SOME 400 Victoria Cross holders were invited in January 1956 to attend the celebrations, that June, marking the centenary of the establishment of the decoration. Among them were 20 Scots or Anglo-Scots, nearly all of whom were veterans of the Great War.
In the Glasgow area there were six VCs, all of whom were decorated during that conflict. Three of them lived in the city: Frederick Luke, 60, of Allison Street; David Ross Lauder, 62 (pictured with his medals), of Corran Street, and Robert Downie, 62 (pictured), of Carleston Road. All three planned to travel to London for the celebrations.

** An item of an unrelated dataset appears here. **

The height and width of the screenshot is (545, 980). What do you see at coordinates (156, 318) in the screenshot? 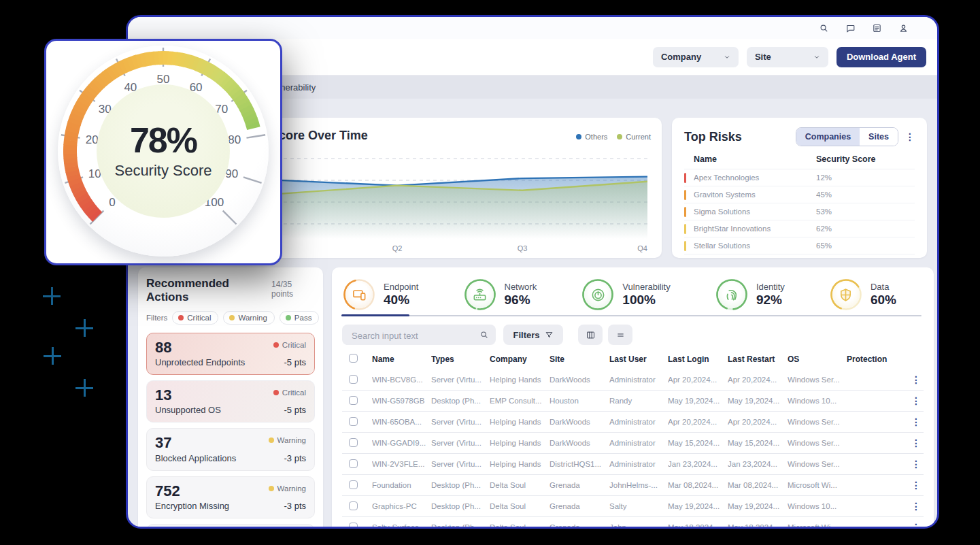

Mr Luke was awarded one of the first V.C.s in the Great War, for saving artillery under heavy fire at Le Cateau during the retreat from Mons in 1914. The medal was presented to him in France by King George V. On Armistice Day, 1919, he was one of the bodyguard, under General Freyberg, V.C., of the Unknown Warrior.
Mr Lauder won the V.C. and its Serbian equivalent during the Dardanelles campaign. As a private in the Royal Scots Fusiliers he threw a bomb which failed to clear a parapet and fell among the bombing party. Mr Lauder localised the explosion by putting his foot on the bomb. He lost a leg as a result.
In the mid-1920s he began working with the night telephone staff of the Post Office. In the Second World War he served with the Home Guard and other voluntary organisations.
Mr Downie gained his V.C. during the Somme campaign in 1916 when, as a sergeant in the Royal Dublin Fusiliers, he led an attack on a machine-gun nest which was causing heavy casualties. In 1956 he was a fitter’s mate with the tramways department of Glasgow Corporation; on Saturday afternoons he worked as a cash collector at Celtic Park.